The York bypass and M1 get us southward. After a couple of days the Astra’s interior is making sense. It’s obvious the screens and controls are Peugeot underneath, but Vauxhall interface designers threw out some of the flourishes, kept it deliberately ordinary, and ended up with something useful and easy to fathom. This Ultimate spec has a head-up display but there’s no need because you can easily subdivide and arrange demarcation among the other screens for navigation, entertainment and trip computer – which by the way can report 45mpg on the motorway and 30-plus in the hills. The Astra feels mercifully less bulky than a crossover but its back seat is more cramped than some rival hatches, so if you were sitting there for long you might feel aggrieved. I haven’t heard my bike moaning.

A walk now. Mam Tor and beyond is one of the best yet most accessible routes in the Derbyshire Peaks. You can park right near the base and in five minutes be at the trig-point apex, where a sharp ridge opens before you. That’s an easy stroll – the National Trust has put stone slabs down over most of its length – but the view’s exceptional. It’s like being hoisted by a drone. To your left, a ring of hills cradles the green patch of Edale. Plunging down to the right are the lusher fields of the Hope Valley, where the Marsden family’s cows are ruminating on their last autumn bite of grass. 

Vauxhall Astra

Their milk goes into homemade ice cream that’s sold right there in the farmyard and tastes wholly superb. We proceed to overdo it by getting each of our cones three scoops high.
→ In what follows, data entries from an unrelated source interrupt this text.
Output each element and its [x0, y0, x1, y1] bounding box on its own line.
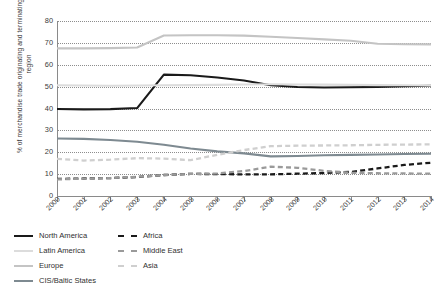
plot-area: 01020304050607080 2000200120022003200420… [57, 21, 431, 196]
legend-swatch [14, 265, 33, 267]
chart-figure: % of merchandise trade originating and t… [0, 0, 445, 293]
x-axis-tick-label: 2008 [258, 195, 276, 213]
series-line-europe [57, 35, 431, 48]
y-axis-tick-label: 40 [45, 104, 53, 113]
legend-item-africa[interactable]: Africa [118, 228, 183, 243]
legend-label: Middle East [143, 246, 183, 255]
legend-column: AfricaMiddle EastAsia [118, 228, 183, 288]
x-axis-tick-label: 2010 [311, 195, 329, 213]
legend-column: North AmericaLatin AmericaEuropeCIS/Balt… [14, 228, 118, 288]
x-axis-tick-label: 2002 [97, 195, 115, 213]
legend-swatch [14, 250, 33, 252]
series-line-africa [57, 163, 431, 179]
legend-swatch [14, 235, 33, 237]
legend-swatch [118, 250, 137, 252]
x-axis-tick-label: 2011 [338, 195, 355, 212]
legend-label: North America [39, 231, 87, 240]
series-line-north-america [57, 75, 431, 110]
x-axis-tick-label: 2009 [284, 195, 302, 213]
series-lines [57, 21, 431, 196]
legend-label: Latin America [39, 246, 85, 255]
y-axis-tick-label: 70 [45, 38, 53, 47]
x-axis-tick-label: 2014 [418, 195, 436, 213]
series-line-cis-baltic-states [57, 138, 431, 156]
legend-label: Europe [39, 261, 64, 270]
legend-label: Asia [143, 261, 158, 270]
legend-swatch [118, 235, 137, 237]
x-axis-tick-label: 2000 [44, 195, 62, 213]
x-axis-tick-label: 2012 [365, 195, 383, 213]
legend-item-middle-east[interactable]: Middle East [118, 243, 183, 258]
series-line-middle-east [57, 167, 431, 180]
y-axis-tick-label: 80 [45, 16, 53, 25]
chart-legend: North AmericaLatin AmericaEuropeCIS/Balt… [14, 228, 434, 288]
x-axis-tick-label: 2003 [124, 195, 142, 213]
x-axis-tick-label: 2001 [71, 195, 89, 213]
series-line-latin-america [57, 84, 431, 86]
legend-item-europe[interactable]: Europe [14, 258, 118, 273]
legend-swatch [14, 280, 33, 282]
y-axis-tick-label: 50 [45, 82, 53, 91]
legend-item-asia[interactable]: Asia [118, 258, 183, 273]
legend-label: CIS/Baltic States [39, 276, 96, 285]
legend-item-cis-baltic-states[interactable]: CIS/Baltic States [14, 273, 118, 288]
y-axis-tick-label: 60 [45, 60, 53, 69]
legend-label: Africa [143, 231, 162, 240]
x-axis-tick-label: 2013 [391, 195, 409, 213]
x-axis-tick-label: 2005 [178, 195, 196, 213]
x-axis-tick-label: 2006 [204, 195, 222, 213]
y-axis-tick-label: 30 [45, 125, 53, 134]
x-axis-tick-label: 2004 [151, 195, 169, 213]
y-axis-tick-label: 10 [45, 169, 53, 178]
y-axis-tick-label: 20 [45, 147, 53, 156]
legend-swatch [118, 265, 137, 267]
x-axis-tick-label: 2007 [231, 195, 249, 213]
y-axis-label: % of merchandise trade originating and t… [15, 0, 33, 154]
legend-item-latin-america[interactable]: Latin America [14, 243, 118, 258]
legend-item-north-america[interactable]: North America [14, 228, 118, 243]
Then, in a manoeuvre like the docking of the ISS, we mate them end-to-end and gingerly remove the upper inverted cone for a vertical straight-six. Huzzah. In all honesty though, this overabundance goes against the spirit of our trip. Extravagant Instagrammable locations and activities are all very well. But the dignity of what is modest, well crafted and ordinary, more now than for years, has a lot more to be said for it.

Ordinary cars fascinate me. They’re the hardest of all to design and engineer, because every penny is counted, every last gram of CO2 matters, every millimetre of space is measured, and faults are unforgivingly exposed by the brutalities of daily use. The best of them meet those boring goals while being more desirable than the next company’s product that was built to exactly the same parameters. Among last year’s, that has been best achieved by the Astra.

Most of all, ordinary cars are the ones that are woven into our memories. They make accessible our best journeys, people, places and roads. They’re the cars of our lives and for that we cherish them.